It was a GREAT scam......
11 Records, 8-Track or Cassette Tapes for $1.00 (or in some cases, 1¢.)
So you wildly lick your chops and tear out the postage paid postcard and madly start writing down the catalog numbers of your favourite albums and your name and address, put it in the mailbox and wait......
A few weeks later, a BIG package arrives and you claim your prize. You're having a great time listening to your audio plunder until a large envelope falls out of the box.
In it is a catalog, some junk brochures and a bill. A BIG bill. A $12-15 bill.....WTF?
AND.....it was due NOW.
Ah, you didn't read the fine print, did you? Says here you are under contract to buy several more albums at regular club prices PLUS shipping and handling over the next three years. And you were responsible for all shipping and handling costs of your first package.
You soon do the math and realize you could have bought twice as many albums for the same price as the clubs asked for.

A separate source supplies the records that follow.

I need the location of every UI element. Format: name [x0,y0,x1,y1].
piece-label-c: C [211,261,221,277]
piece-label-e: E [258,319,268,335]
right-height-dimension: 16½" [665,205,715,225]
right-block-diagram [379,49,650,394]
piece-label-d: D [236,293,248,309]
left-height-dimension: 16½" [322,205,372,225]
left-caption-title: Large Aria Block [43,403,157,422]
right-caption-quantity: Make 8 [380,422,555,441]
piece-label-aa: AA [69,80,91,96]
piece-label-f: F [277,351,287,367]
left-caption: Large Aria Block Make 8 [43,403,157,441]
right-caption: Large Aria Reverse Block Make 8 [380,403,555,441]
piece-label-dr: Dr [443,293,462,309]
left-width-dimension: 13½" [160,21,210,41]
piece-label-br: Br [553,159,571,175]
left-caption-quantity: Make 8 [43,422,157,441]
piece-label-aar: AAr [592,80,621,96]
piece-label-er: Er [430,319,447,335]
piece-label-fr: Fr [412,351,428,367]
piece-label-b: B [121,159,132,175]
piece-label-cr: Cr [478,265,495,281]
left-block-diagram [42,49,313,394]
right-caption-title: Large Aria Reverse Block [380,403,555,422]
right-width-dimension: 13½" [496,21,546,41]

The Columbia House and The RCA Music Club (later known as The BMG Music Club) had these advertisements everywhere in every magazine and Sunday newspaper and made thousands of
The record clubs did have their place. If you lived in a very rural area 60 miles away from the nearest record store, there was no other option. However in larger cities and suburbs, they really weren't necessary.

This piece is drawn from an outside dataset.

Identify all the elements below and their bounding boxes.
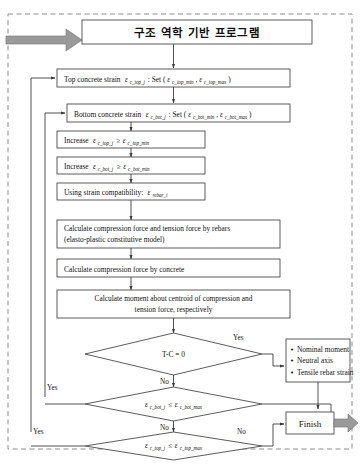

And the club magazines/catalogs were a joke. The record "critics" really didn't know what they were talking about (the glowing praises for Milli Vanilli's Girl You Know It's True album were a riot.) and the articles were about as shallow as a toddler's wading pool. On top of the fact a new album wouldn't appear in these catalogs for two MONTHS after their retail release.
Worst of all were the "Album of the Month" selections. When you received the monthly catalog, you had to quickly check off the DO NOT SEND ME THE ALBUM OF THE MONTH box QUICKLY and rush the card right out in the mail, meaning you're also being rushed into making an order too if you want it. Or you would get the Album of the Month anyway. You often did regardless. And you would be charged for it as well.
The person in charge of making these "Album of The Month" selections was often the most clueless person on the entire staff. And this wasn't Tower Records either. The selection was limited to the most popular albums of any given artist. About 300 albums were featured each month in the record club catalogs.
The clubs folded with the dawn of MP3 file sharing, which rendered them obsolete. To add to that; In 2000, a New Jersey man admitted he'd opened 2,417 accounts using 16 PO boxes to fleece Columbia House and BMG out of 26,554 CDs!